The writing shines: The dialogue is so natural that the cast, under Jeff Bennett's direction, hardly seems to be acting, except in one misguided scene.
Eric, played with a novelist's introspection by Rick Imberman, has good news for his dying father (the crotchety Gene Durney). His new, semiautobiographical novel, "Brooklyn Boy," has just cracked the bestseller list.
Eric's friend from their bar mitzvah days, Ira, affably played by Stephen Shelowitz, is thrilled to recognize himself in the novel. Ira's even more thrilled to hear that a movie adaptation will follow. Eric is headed to L.A. in the morning. But first he must present his book to his father, and then deliver carryout to his wife in a last-ditch bid to save their marriage. Nina, played by Christine Copley with determined resignation, gives herself and Eric permission to get on with their lives.
Eric takes her at her word, bringing a college girl back to his hotel room once he gets to L.A. Alison, self-conscious in her nervous banter, seems both crestfallen and relieved when Eric calls her a cab. It's not just that he has business in the morning. Adultery would be out of character for Eric, even with his marriage in shambles.
His script is also in shambles following a meeting with producer Melissa (Christine Nelson). Eric finds himself reading lines with Tyler, a goyim TV heartthrob (a cartoonishly bewigged Ben Intonato) anxious to "play against type." Melissa warns Eric that his script is "too Jewish," but the insult is all but lost in the banality of a broad comic interpretation. The resulting farce subverts the final scene. That Eric comes home in more ways than one is not troubling, except that we could see it coming from the opening scene.

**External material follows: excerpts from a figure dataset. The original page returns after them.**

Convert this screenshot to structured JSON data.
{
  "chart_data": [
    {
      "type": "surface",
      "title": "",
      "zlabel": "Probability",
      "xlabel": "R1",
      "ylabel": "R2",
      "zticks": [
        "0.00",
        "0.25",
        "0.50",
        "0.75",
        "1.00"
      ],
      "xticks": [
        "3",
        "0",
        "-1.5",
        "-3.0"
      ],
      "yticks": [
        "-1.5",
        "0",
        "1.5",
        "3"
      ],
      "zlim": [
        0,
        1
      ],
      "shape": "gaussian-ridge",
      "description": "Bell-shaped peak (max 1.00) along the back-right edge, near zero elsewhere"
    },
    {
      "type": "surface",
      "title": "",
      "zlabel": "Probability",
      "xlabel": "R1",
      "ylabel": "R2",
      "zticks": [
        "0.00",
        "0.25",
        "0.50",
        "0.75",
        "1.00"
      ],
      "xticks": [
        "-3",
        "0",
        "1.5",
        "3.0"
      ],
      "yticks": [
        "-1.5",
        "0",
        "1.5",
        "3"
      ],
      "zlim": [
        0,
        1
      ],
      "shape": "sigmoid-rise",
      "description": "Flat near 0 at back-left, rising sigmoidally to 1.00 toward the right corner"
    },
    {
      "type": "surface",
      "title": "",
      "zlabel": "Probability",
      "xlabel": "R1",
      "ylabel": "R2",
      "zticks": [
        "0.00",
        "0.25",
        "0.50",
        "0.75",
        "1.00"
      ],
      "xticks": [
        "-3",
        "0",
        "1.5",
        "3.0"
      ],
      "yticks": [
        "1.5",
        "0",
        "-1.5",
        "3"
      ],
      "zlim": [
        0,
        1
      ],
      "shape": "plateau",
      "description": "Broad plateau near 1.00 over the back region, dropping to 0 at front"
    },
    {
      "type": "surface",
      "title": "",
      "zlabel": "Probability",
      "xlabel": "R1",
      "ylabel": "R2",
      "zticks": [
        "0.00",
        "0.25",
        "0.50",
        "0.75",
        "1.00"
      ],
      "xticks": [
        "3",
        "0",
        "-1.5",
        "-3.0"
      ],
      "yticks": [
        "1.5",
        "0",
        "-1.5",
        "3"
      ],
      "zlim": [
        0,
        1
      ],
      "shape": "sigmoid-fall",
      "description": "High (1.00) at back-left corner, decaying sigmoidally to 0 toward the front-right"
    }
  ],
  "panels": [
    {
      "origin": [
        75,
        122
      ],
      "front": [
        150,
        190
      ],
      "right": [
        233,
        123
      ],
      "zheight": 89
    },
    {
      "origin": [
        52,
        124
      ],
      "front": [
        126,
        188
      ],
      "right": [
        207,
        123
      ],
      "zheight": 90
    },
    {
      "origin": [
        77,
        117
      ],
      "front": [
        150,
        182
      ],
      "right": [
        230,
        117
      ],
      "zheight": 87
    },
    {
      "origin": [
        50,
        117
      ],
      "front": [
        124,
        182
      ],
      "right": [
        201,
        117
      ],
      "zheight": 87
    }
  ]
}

As a venue, Northport Theater offers love seats sprinkled among its 500 comfortable single seats. Its proscenium stage is too narrow, which may account for the cluttered look of Charles Townsend Wittreich Jr.'s set. Still, it looks as though Northport - which already has a literary history, given that Jack Kerouac used to live there - has a future in the performing arts, like other Long Island villages that have taken the theater-renovation route.
BROOKLYN BOY. A Long Island premiere by Donald Margulies. Bare Bones Theater Company at Northport
Theater for the Performing Arts, 250 Main St., Northport, through April 2. Tickets $20. Call 631-261-2900. Seen last Thursday.